The Wave

Director: Dennis Gansel
Screenwriters: Dennis Gansel, Peter Thorwarth

Institute History

  • 2008 Sundance Film Festival

Description

When Rainer Wegner, a popular high school teacher, finds himself relegated to teaching autocracy as part of the school’s project week, he’s less than enthusiastic. So are his students, who greet the prospect of studying fascism yet again with apathetic grumbling: “The Nazis sucked. We get it.” Struck by the teenagers’ complacency and unwitting arrogance, Rainer devises an unorthodox experiment. But his hastily conceived lesson in social orders and the power of unity soon grows a life of its own.

In probing the underpinnings of fascism, The Wave is far from a social-studies lesson. As with his previous film, Before the Fall, director Dennis Gansel fashions an energetic, gripping drama that cuts through superficial ideological interrogatives and goes straight for the veins—the human psychologies and individual behaviors that contribute to collective movements. In unpeeling the emotional layers and contradictions of his characters (the need to belong, to be empowered, to escape social distinctions), Gansel offers a humanistic perspective on the terrifying irony that these students may welcome the very things they denounce.

And lest we too easily dismiss this cautionary tale, it’s noteworthy that the true story that prompted Todd Strasser’s novel The Wave (from which the film was adapted) did not take place in Germany, but at a high school in Palo Alto.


**YOUR GOAL:** Your copy must hold all of the data below, unchanged and without images.

** Opening SUPPLIED MATERIAL block **

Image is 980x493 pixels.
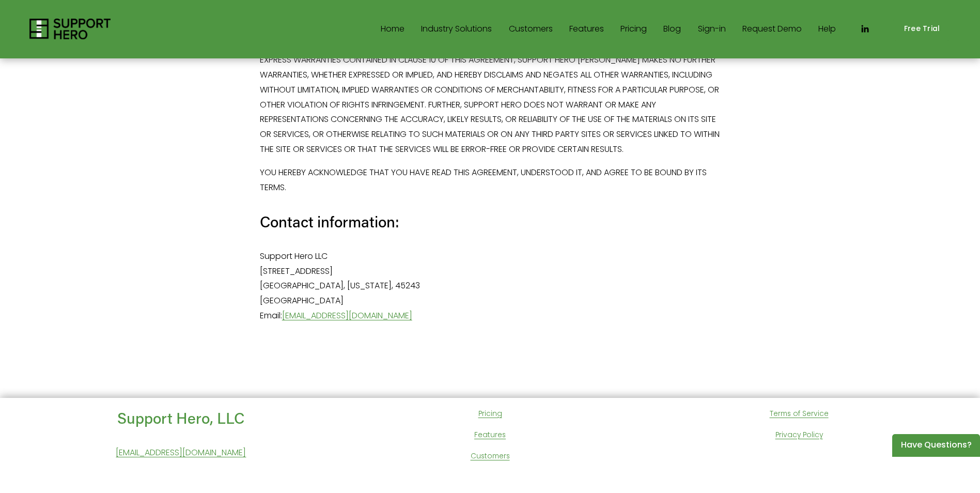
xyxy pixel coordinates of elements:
[893,17,950,41] a: Free Trial
[381,21,404,37] a: Home
[116,445,246,460] a: [EMAIL_ADDRESS][DOMAIN_NAME]
[474,429,506,442] a: Features
[30,19,111,39] img: Support Hero
[260,212,721,232] h4: Contact information:
[698,21,726,37] a: Sign-in
[282,309,413,322] a: [EMAIL_ADDRESS][DOMAIN_NAME]
[569,21,604,37] a: Features
[30,408,333,429] h4: Support Hero, LLC
[471,450,510,463] a: Customers
[260,249,721,323] p: Support Hero LLC [STREET_ADDRESS] [GEOGRAPHIC_DATA], [US_STATE], 45243 [GEOGRAPHIC_DATA] Email:
[775,429,823,442] a: Privacy Policy
[260,38,721,157] p: THE MATERIALS CONTAINED ON THE SUPPORT HERO SITE AND SERVICES ARE PROVIDED “AS IS”. OTHER THAN FO...
[892,434,980,457] div: Have Questions?
[770,408,828,421] a: Terms of Service
[421,21,492,37] span: Industry Solutions
[421,21,492,37] a: folder dropdown
[859,24,870,34] a: LinkedIn
[818,21,836,37] a: Help
[508,21,553,37] a: Customers
[260,166,721,195] p: YOU HEREBY ACKNOWLEDGE THAT YOU HAVE READ THIS AGREEMENT, UNDERSTOOD IT, AND AGREE TO BE BOUND BY...
[663,21,681,37] a: Blog
[620,21,647,37] a: Pricing
[478,408,502,421] a: Pricing
[742,21,802,37] a: Request Demo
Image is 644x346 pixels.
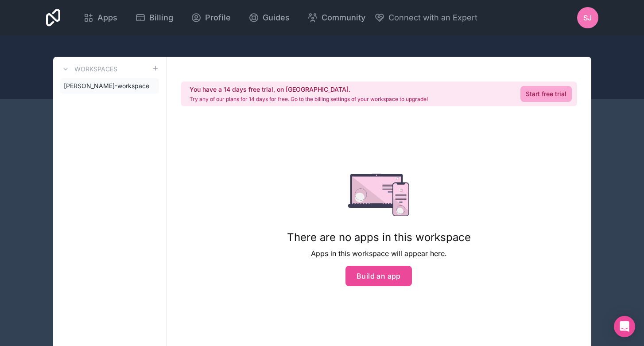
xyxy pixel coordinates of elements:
[60,64,117,75] a: Workspaces
[149,11,173,24] span: Billing
[374,11,477,24] button: Connect with an Expert
[263,11,289,24] span: Guides
[128,8,180,27] a: Billing
[287,230,471,245] h1: There are no apps in this workspace
[76,8,125,27] a: Apps
[614,316,635,338] div: Open Intercom Messenger
[64,81,149,90] span: [PERSON_NAME]-workspace
[300,8,372,27] a: Community
[74,65,117,74] h3: Workspaces
[388,11,477,24] span: Connect with an Expert
[321,11,365,24] span: Community
[242,8,297,27] a: Guides
[60,78,159,94] a: [PERSON_NAME]-workspace
[583,12,592,23] span: SJ
[184,8,238,27] a: Profile
[190,96,428,103] p: Try any of our plans for 14 days for free. Go to the billing settings of your workspace to upgrade!
[205,11,231,24] span: Profile
[348,174,409,216] img: empty state
[287,248,471,259] p: Apps in this workspace will appear here.
[190,85,428,94] h2: You have a 14 days free trial, on [GEOGRAPHIC_DATA].
[97,11,117,24] span: Apps
[520,86,572,102] a: Start free trial
[346,266,412,287] button: Build an app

** Closing SUPPLIED MATERIAL block **

**ANSWER BOX:**
Image is 980x493 pixels.
xyxy pixel coordinates of elements:
[893,17,950,41] a: Free Trial
[381,21,404,37] a: Home
[116,445,246,460] a: [EMAIL_ADDRESS][DOMAIN_NAME]
[474,429,506,442] a: Features
[30,19,111,39] img: Support Hero
[260,212,721,232] h4: Contact information:
[698,21,726,37] a: Sign-in
[282,309,413,322] a: [EMAIL_ADDRESS][DOMAIN_NAME]
[569,21,604,37] a: Features
[30,408,333,429] h4: Support Hero, LLC
[471,450,510,463] a: Customers
[260,249,721,323] p: Support Hero LLC [STREET_ADDRESS] [GEOGRAPHIC_DATA], [US_STATE], 45243 [GEOGRAPHIC_DATA] Email:
[775,429,823,442] a: Privacy Policy
[260,38,721,157] p: THE MATERIALS CONTAINED ON THE SUPPORT HERO SITE AND SERVICES ARE PROVIDED “AS IS”. OTHER THAN FO...
[892,434,980,457] div: Have Questions?
[770,408,828,421] a: Terms of Service
[421,21,492,37] span: Industry Solutions
[421,21,492,37] a: folder dropdown
[859,24,870,34] a: LinkedIn
[818,21,836,37] a: Help
[508,21,553,37] a: Customers
[260,166,721,195] p: YOU HEREBY ACKNOWLEDGE THAT YOU HAVE READ THIS AGREEMENT, UNDERSTOOD IT, AND AGREE TO BE BOUND BY...
[663,21,681,37] a: Blog
[620,21,647,37] a: Pricing
[478,408,502,421] a: Pricing
[742,21,802,37] a: Request Demo
Image is 644x346 pixels.
xyxy pixel coordinates of elements:
[60,64,117,75] a: Workspaces
[149,11,173,24] span: Billing
[374,11,477,24] button: Connect with an Expert
[263,11,289,24] span: Guides
[128,8,180,27] a: Billing
[287,230,471,245] h1: There are no apps in this workspace
[76,8,125,27] a: Apps
[614,316,635,338] div: Open Intercom Messenger
[64,81,149,90] span: [PERSON_NAME]-workspace
[300,8,372,27] a: Community
[74,65,117,74] h3: Workspaces
[388,11,477,24] span: Connect with an Expert
[321,11,365,24] span: Community
[242,8,297,27] a: Guides
[60,78,159,94] a: [PERSON_NAME]-workspace
[583,12,592,23] span: SJ
[184,8,238,27] a: Profile
[190,96,428,103] p: Try any of our plans for 14 days for free. Go to the billing settings of your workspace to upgrade!
[205,11,231,24] span: Profile
[348,174,409,216] img: empty state
[287,248,471,259] p: Apps in this workspace will appear here.
[190,85,428,94] h2: You have a 14 days free trial, on [GEOGRAPHIC_DATA].
[97,11,117,24] span: Apps
[520,86,572,102] a: Start free trial
[346,266,412,287] button: Build an app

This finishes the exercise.